I then remembered that I had in my possession several novels by one of his favorite childhood author’s, Ernest Thompson Seton. He’d given me these books 3 years ago and I remembered him telling me he thought my students may enjoy them, but I never did take them to my classroom.

I am glad I didn’t, because I decided maybe it would be a good idea to read to him. So I found the novel, Wild Animals I Have Known in my upstairs library. The first story in the novel is about Old Lobo, a very clever and powerful wolf who evades the exasperated humans. It was written in 1898 and the setting is in Northern New Mexico. My father has always been a nature lover. I stopped every couple of paragraphs to reflect on the story with him and he knew all the characters and the highlights of what we were reading-he told me he’d memorized all of Seton’s stories. I enjoyed reading to him and after about 30 minutes or so, decided it was time to stop and save the next chapter for our next phone conversation. He told me he really liked hearing the story and that it made his evening even better. Before I got off the phone I told him about a dream I’d had two nights ago. I was at the home of his parents. I walked around all of the rooms and though I did not see them, I felt their presence in their home. I walked him through each of the rooms with my words and he recalled those places in his own mind.

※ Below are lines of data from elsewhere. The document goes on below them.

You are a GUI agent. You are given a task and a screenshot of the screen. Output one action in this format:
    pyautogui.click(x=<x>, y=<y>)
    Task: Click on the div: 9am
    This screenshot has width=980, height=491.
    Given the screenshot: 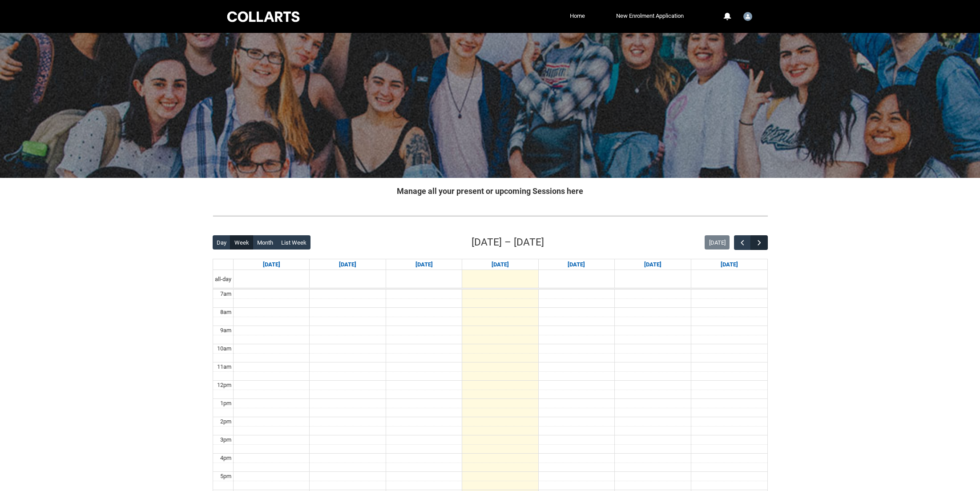 What is the action you would take?
    pyautogui.click(x=226, y=330)
     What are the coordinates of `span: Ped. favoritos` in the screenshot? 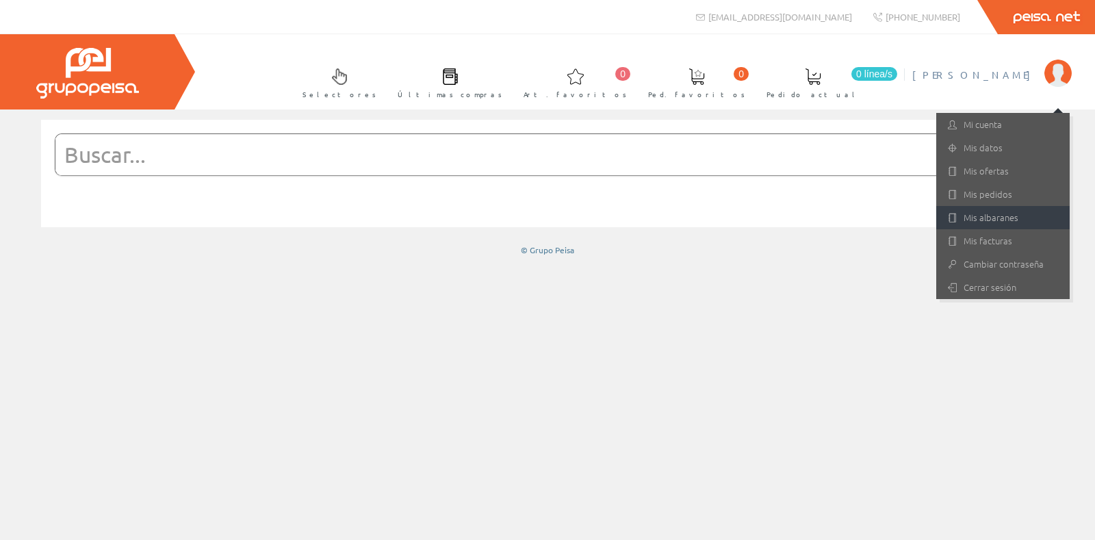 It's located at (697, 94).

After we got off the phone, I remembered a poem a friend had posted recently, The Peace of the Wild Things. And it gave me pause because it is exactly why my father has always held an affinity for nature. I look forward to more adventures with Old Lobo, for he has more days to live yet.

The Peace of Wild Things

by Wendell Berry

When despair for the world grows in me
and I wake in the night at the least sound
in fear of what my life and my children’s lives may be,
I go and lie down where the wood drake
rests in his beauty on the water, and the great heron feeds.
I come into the peace of wild things
who do not tax their lives with forethought
of grief. I come into the presence of still water.
And I feel above me the day-blind stars
waiting with their light. For a time
I rest in the grace of the world, and am free.